| My only point in mentioning apollo-tools is that DSLs are very powerful, and have the potential to make complex problems much simpler. SDL is a great example of is, as are vue templates. You may not appreciate the DSL, but, believe me, there are a lot of people who much prefer it. I'm specifically calling out designer type folks here. > I love how you could find exactly one thing out of a whole list of things that may be just ever so slightly better than JSX. It's not a question of "better" or "worse". It's a question of tradeoffs on spectrum of abstraction. I'm not here to bash JSX or react. But you apparently are, and I'm just trying to open your eyes a bit. When vue came out with JSX, I tried to force it on my team, and there are a serious backlash, to the point where I came to realization that the vue's major strength is actually the templates, and the magic. You may not like the magic, but a lot of folks do. As for your specific questions @ and : are just short hands. That's like saying: what's the difference between `map` vs `reduce` in my component to iterate over an array. They _can_ do the same thing, but map is shorter. In plain JS I can do `i = i + i` `i += i` or `i++` to increment an variable. @ just means "event handler". @click = "onClick"
: just means "use a dynamic value for this prop
{ } you can put any JS expression, with the plus that you don't have to litter your code with `this`. |
> with the plus that you don't have to litter your code with `this`.
"Littering code with this" is exactly how plain old vanilla JS works. Besides, "littering your code with this" very much depends on where your callbacks and variables come from... as in any old plain vanilla Javascript code. Because JSX is a paper-thin DSL on top of vanilla JS. Brilliantly and succintly described in this comment: https://news.ycombinator.com/item?id=17474370
In Vue you don't litter your code with this. You litter your code with hoisted variables and functions that are arbitarily hoisted into scope and injected everywhere. See my comment here: https://news.ycombinator.com/item?id=17471199 starting at "Of course. See inline comments."
The amount of gotchas and special syntaxes, and special cases, and the amount of moving part you have to understand to see where things come from and go to in Vue is insurmountably larger than in JSX.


§ WORK INSTRUCTION:
Copy all the lines of the data that include the word "fraction".

§ Data entries:

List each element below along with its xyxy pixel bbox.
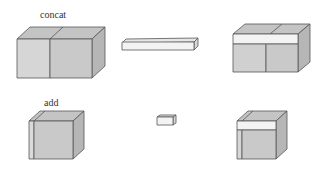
- concat-feature-bar: [122, 38, 198, 50]
- concat-input-block: [17, 27, 105, 78]
- concat-output-block: [233, 24, 310, 72]
- diagram-canvas: [0, 0, 325, 175]
- add-input-block: [29, 111, 84, 159]
- add-feature-bar: [157, 115, 176, 125]
- add-output-block: [237, 111, 287, 159]
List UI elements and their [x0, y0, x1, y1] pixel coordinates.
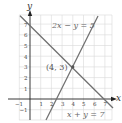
svg-text:6: 6: [24, 32, 28, 38]
y-axis-label: y: [26, 1, 33, 11]
svg-text:7: 7: [24, 22, 28, 28]
svg-text:1: 1: [24, 86, 28, 92]
equation-label-x-plus-y: x + y = 7: [67, 110, 106, 119]
equation-label-2x-minus-y: 2x − y = 5: [51, 21, 95, 30]
x-axis-label: x: [116, 93, 121, 103]
svg-text:4: 4: [72, 101, 76, 107]
svg-text:7: 7: [104, 101, 108, 107]
svg-text:6: 6: [93, 101, 97, 107]
x-tick-labels: −1 1 2 3 4 5 6 7: [15, 101, 108, 107]
svg-text:5: 5: [24, 43, 28, 49]
svg-text:2: 2: [24, 75, 28, 81]
svg-text:5: 5: [82, 101, 86, 107]
svg-text:2: 2: [50, 101, 54, 107]
svg-text:3: 3: [24, 64, 28, 70]
intersection-point: [71, 65, 74, 68]
coordinate-plane: y x 2x − y = 5 x + y = 7 (4, 3) −1 1 2 3…: [0, 0, 122, 123]
svg-text:1: 1: [40, 101, 44, 107]
svg-text:3: 3: [61, 101, 65, 107]
svg-text:−1: −1: [20, 107, 28, 113]
svg-text:4: 4: [24, 54, 28, 60]
intersection-label: (4, 3): [46, 63, 68, 72]
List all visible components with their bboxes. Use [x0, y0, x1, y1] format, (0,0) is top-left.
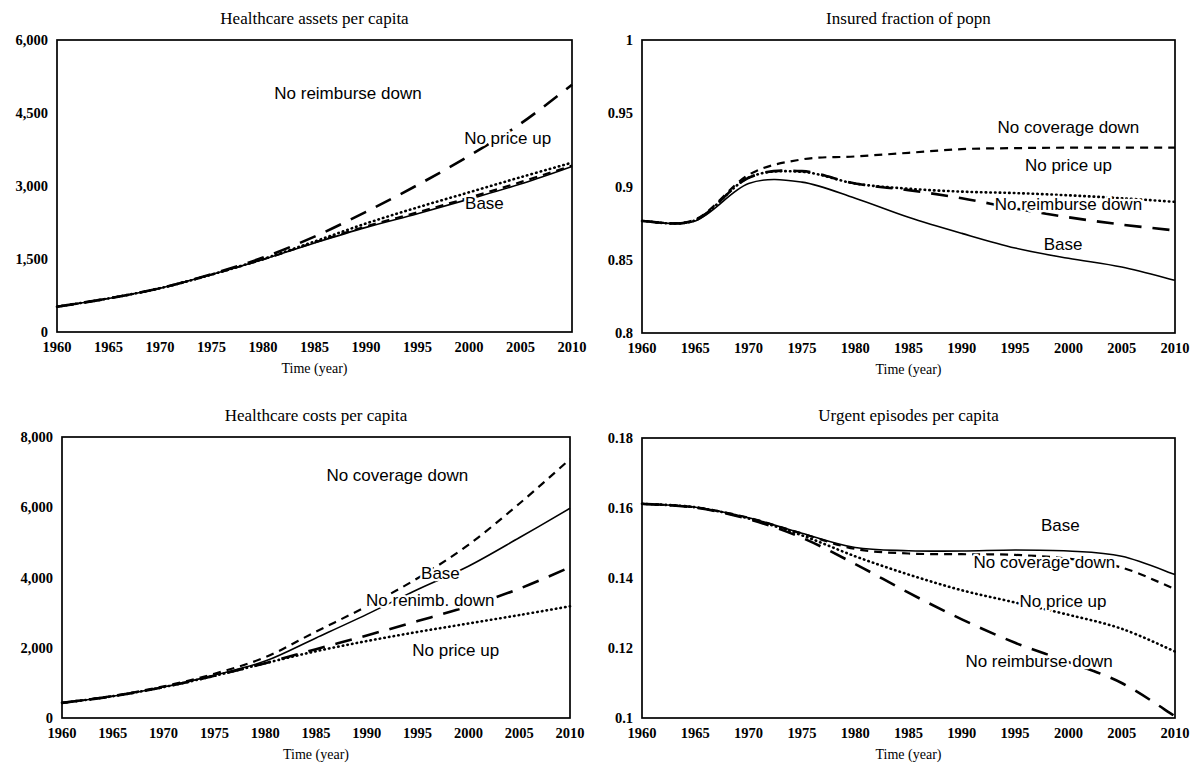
y-axis-tick-label: 0.18 [608, 430, 633, 446]
y-axis-tick-label: 0.12 [608, 640, 633, 656]
x-axis-tick-label: 1965 [98, 725, 127, 741]
x-axis-tick-label: 2000 [454, 725, 483, 741]
chart-title: Healthcare costs per capita [225, 406, 408, 425]
chart-title: Insured fraction of popn [826, 9, 991, 28]
x-axis-label: Time (year) [876, 362, 942, 378]
x-axis-tick-label: 1995 [1001, 725, 1030, 741]
y-axis-tick-label: 0.9 [615, 179, 633, 195]
x-axis-tick-label: 1990 [352, 339, 381, 355]
x-axis-tick-label: 1980 [251, 725, 280, 741]
x-axis-tick-label: 1985 [894, 340, 923, 356]
y-axis-tick-label: 0 [41, 324, 48, 340]
x-axis-tick-label: 2010 [558, 339, 587, 355]
series-annotation-no-coverage-down: No coverage down [326, 466, 468, 485]
y-axis-tick-label: 0.14 [608, 570, 633, 586]
series-annotation-base: Base [465, 194, 504, 213]
y-axis-tick-label: 1,500 [15, 251, 48, 267]
x-axis-tick-label: 2000 [1054, 340, 1083, 356]
chart-svg-insured-fraction: Insured fraction of popn0.80.850.90.9511… [597, 0, 1193, 392]
chart-panel-healthcare-costs: Healthcare costs per capita02,0004,0006,… [0, 392, 596, 783]
y-axis-tick-label: 0.95 [608, 105, 633, 121]
series-annotation-no-price-up: No price up [1020, 592, 1107, 611]
y-axis-tick-label: 1 [626, 32, 633, 48]
x-axis-tick-label: 2010 [1161, 340, 1190, 356]
x-axis-tick-label: 1960 [628, 340, 657, 356]
x-axis-tick-label: 1970 [734, 725, 763, 741]
chart-svg-healthcare-assets: Healthcare assets per capita01,5003,0004… [0, 0, 596, 392]
plot-frame [62, 437, 570, 718]
x-axis-tick-label: 1960 [43, 339, 72, 355]
x-axis-tick-label: 2005 [1107, 340, 1136, 356]
x-axis-tick-label: 2000 [1054, 725, 1083, 741]
series-annotation-no-price-up: No price up [1025, 156, 1112, 175]
y-axis-tick-label: 0 [46, 710, 53, 726]
x-axis-tick-label: 1985 [302, 725, 331, 741]
y-axis-tick-label: 0.85 [608, 252, 633, 268]
x-axis-tick-label: 1990 [352, 725, 381, 741]
x-axis-tick-label: 1995 [403, 725, 432, 741]
y-axis-tick-label: 0.1 [615, 710, 633, 726]
x-axis-tick-label: 1975 [787, 340, 816, 356]
series-annotation-no-price-up: No price up [412, 641, 499, 660]
x-axis-tick-label: 1985 [894, 725, 923, 741]
chart-title: Healthcare assets per capita [220, 9, 409, 28]
series-line-no-coverage-down [642, 504, 1175, 589]
x-axis-tick-label: 2005 [506, 339, 535, 355]
x-axis-tick-label: 1965 [681, 340, 710, 356]
x-axis-tick-label: 1975 [197, 339, 226, 355]
figure-four-panel-chart: Healthcare assets per capita01,5003,0004… [0, 0, 1193, 783]
x-axis-tick-label: 2005 [505, 725, 534, 741]
series-line-no-reimburse-down [62, 567, 570, 703]
y-axis-tick-label: 0.8 [615, 325, 633, 341]
x-axis-tick-label: 1960 [48, 725, 77, 741]
series-line-no-coverage-down [62, 459, 570, 703]
x-axis-label: Time (year) [282, 361, 348, 377]
x-axis-tick-label: 1975 [787, 725, 816, 741]
y-axis-tick-label: 4,500 [15, 105, 48, 121]
y-axis-tick-label: 6,000 [20, 499, 53, 515]
series-annotation-no-renimb-down: No renimb. down [366, 591, 495, 610]
series-annotation-no-coverage-down: No coverage down [974, 553, 1116, 572]
y-axis-tick-label: 6,000 [15, 32, 48, 48]
series-line-no-price-up [642, 504, 1175, 652]
y-axis-tick-label: 8,000 [20, 429, 53, 445]
series-annotation-no-coverage-down: No coverage down [998, 118, 1140, 137]
x-axis-tick-label: 1970 [734, 340, 763, 356]
x-axis-tick-label: 1960 [628, 725, 657, 741]
x-axis-tick-label: 1990 [947, 340, 976, 356]
series-annotation-no-reimburse-down: No reimburse down [995, 195, 1142, 214]
x-axis-tick-label: 2010 [1161, 725, 1190, 741]
chart-panel-urgent-episodes: Urgent episodes per capita0.10.120.140.1… [597, 392, 1193, 783]
series-annotation-base: Base [421, 564, 460, 583]
x-axis-tick-label: 1980 [841, 340, 870, 356]
chart-panel-healthcare-assets: Healthcare assets per capita01,5003,0004… [0, 0, 596, 392]
x-axis-tick-label: 1965 [94, 339, 123, 355]
x-axis-tick-label: 1985 [300, 339, 329, 355]
y-axis-tick-label: 4,000 [20, 570, 53, 586]
series-annotation-no-price-up: No price up [464, 129, 551, 148]
x-axis-tick-label: 1980 [249, 339, 278, 355]
series-annotation-no-reimburse-down: No reimburse down [965, 652, 1112, 671]
chart-panel-insured-fraction: Insured fraction of popn0.80.850.90.9511… [597, 0, 1193, 392]
x-axis-tick-label: 1995 [403, 339, 432, 355]
x-axis-label: Time (year) [876, 747, 942, 763]
x-axis-tick-label: 2010 [556, 725, 585, 741]
x-axis-tick-label: 1970 [146, 339, 175, 355]
plot-frame [642, 40, 1175, 333]
chart-svg-urgent-episodes: Urgent episodes per capita0.10.120.140.1… [597, 392, 1193, 783]
x-axis-tick-label: 1995 [1001, 340, 1030, 356]
x-axis-tick-label: 1970 [149, 725, 178, 741]
series-line-no-price-up [57, 163, 572, 307]
series-annotation-no-reimburse-down: No reimburse down [274, 84, 421, 103]
x-axis-tick-label: 2000 [455, 339, 484, 355]
x-axis-tick-label: 1965 [681, 725, 710, 741]
x-axis-label: Time (year) [283, 747, 349, 763]
chart-svg-healthcare-costs: Healthcare costs per capita02,0004,0006,… [0, 392, 596, 783]
x-axis-tick-label: 2005 [1107, 725, 1136, 741]
chart-title: Urgent episodes per capita [818, 406, 999, 425]
x-axis-tick-label: 1990 [947, 725, 976, 741]
plot-frame [642, 438, 1175, 718]
x-axis-tick-label: 1975 [200, 725, 229, 741]
y-axis-tick-label: 0.16 [608, 500, 633, 516]
series-annotation-base: Base [1041, 516, 1080, 535]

§ SOLUTION FOR THIS TASK:
chart-title: Insured fraction of popn [826, 9, 991, 28]
chart-svg-insured-fraction: Insured fraction of popn0.80.850.90.9511… [597, 0, 1193, 392]
chart-panel-insured-fraction: Insured fraction of popn0.80.850.90.9511… [597, 0, 1193, 392]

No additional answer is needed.